I couldn't believe the amount of time these two spent being yard-proud. Through heat waves and mosquito infestations, sunburns and randy teenaged boys whooping out of their car windows at my mother in her bathing suit, pushing the mower, my parents tended to that yard as if their lives depended upon it. Frankly, I didn't get it at all.
So, I'm surprised to report that I've lived a lot of places as an adult, hoping with each one that it'd be permanent, by the way. And as a consequence, I have planted gardens at each place. Bulbs that would come back year after year, perennials that would also, and splashy annuals that added flash while the the others came up. And, without exception, we had to move again before I got to see how well these gardens took. But with each one, I found the whole process more and more addictive.

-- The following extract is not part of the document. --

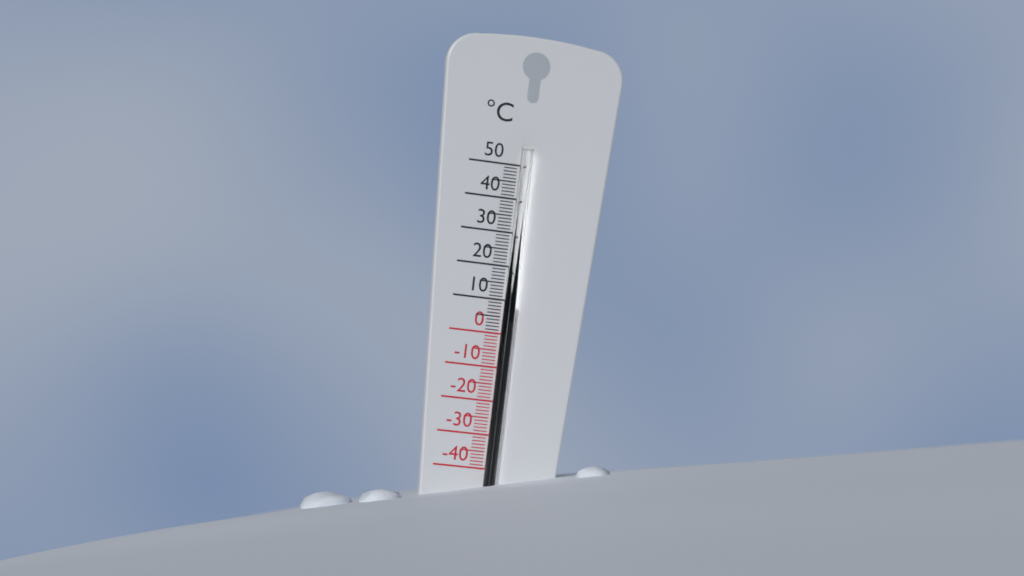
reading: 9 °C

So, the irony is that after years spent trying to avoid yard work, I'm now calling my parents frequently, asking them when to prune this, how to eradicate that and what grows where. I even have a gardening site bookmarked on my browser and (gasp!) gardening books. Nobody who had known me during my childhood would have ever guessed on this outcome on a bet.
Which just goes to show, people can change at any age, so don't get too set in your impressions of them.